→ TASK PROMPT: Leave out pictures; repeat exactly the lines from the "Identify the location" line through the last of the data below.
□ □ □ □
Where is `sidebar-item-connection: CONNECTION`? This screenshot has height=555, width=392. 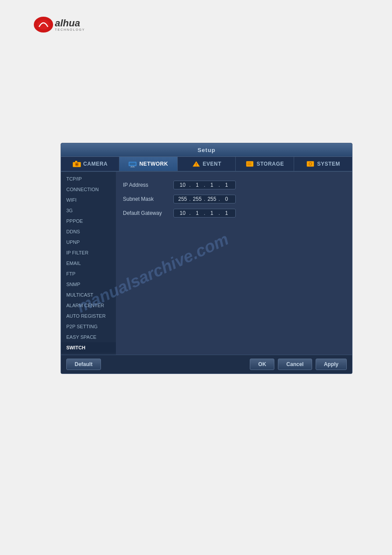
sidebar-item-connection: CONNECTION is located at coordinates (89, 189).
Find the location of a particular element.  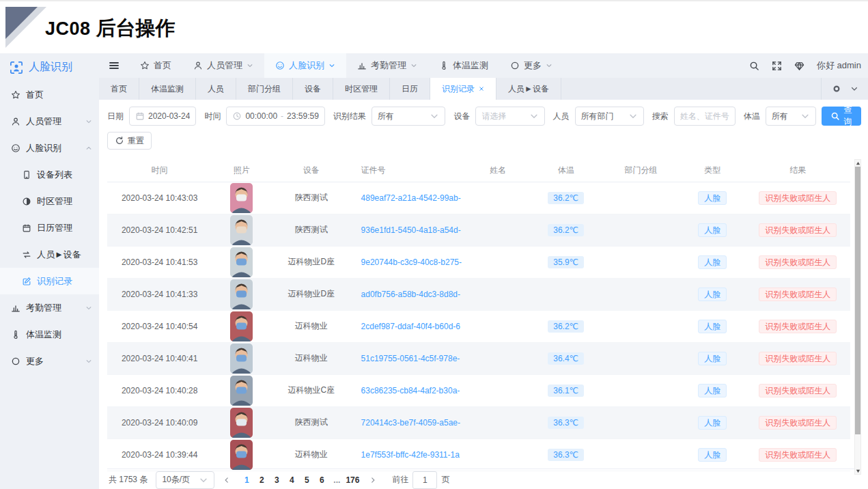

hamburger-menu-icon is located at coordinates (114, 66).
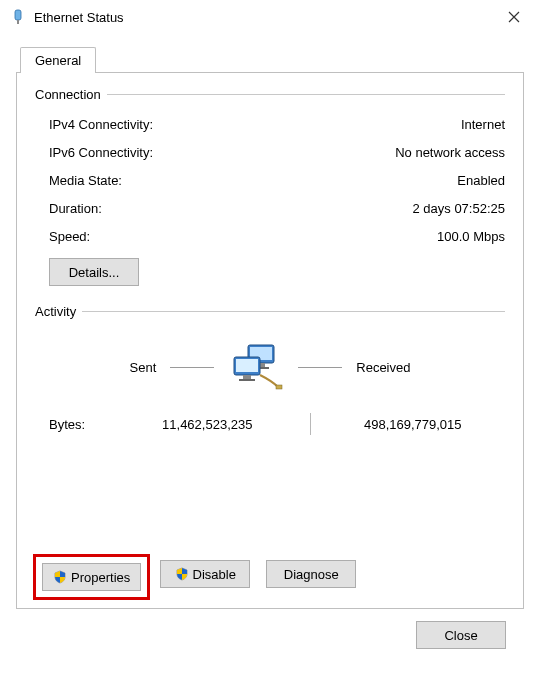  What do you see at coordinates (92, 577) in the screenshot?
I see `highlight-properties: Properties` at bounding box center [92, 577].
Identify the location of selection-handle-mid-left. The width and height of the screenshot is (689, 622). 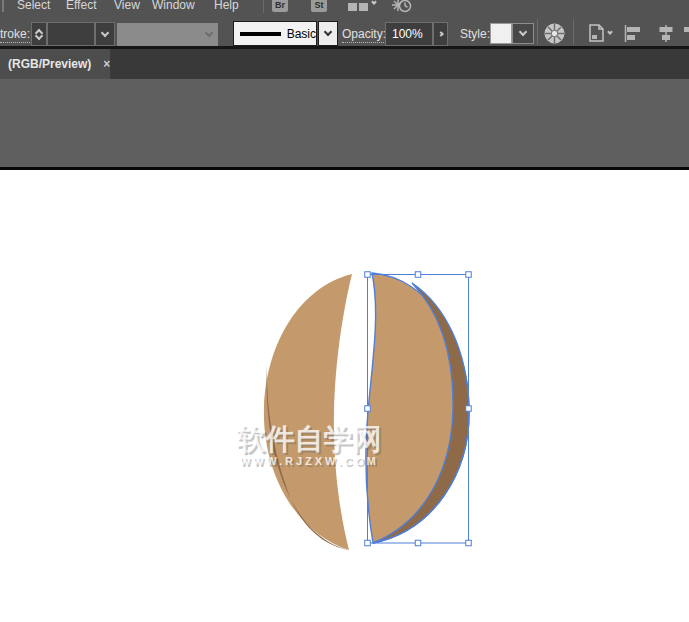
(368, 409).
□ □ □ □
→ WORKED SOLUTION:
Identify the location of selection-handle-mid-left. The width and height of the screenshot is (689, 622). 
(368, 409).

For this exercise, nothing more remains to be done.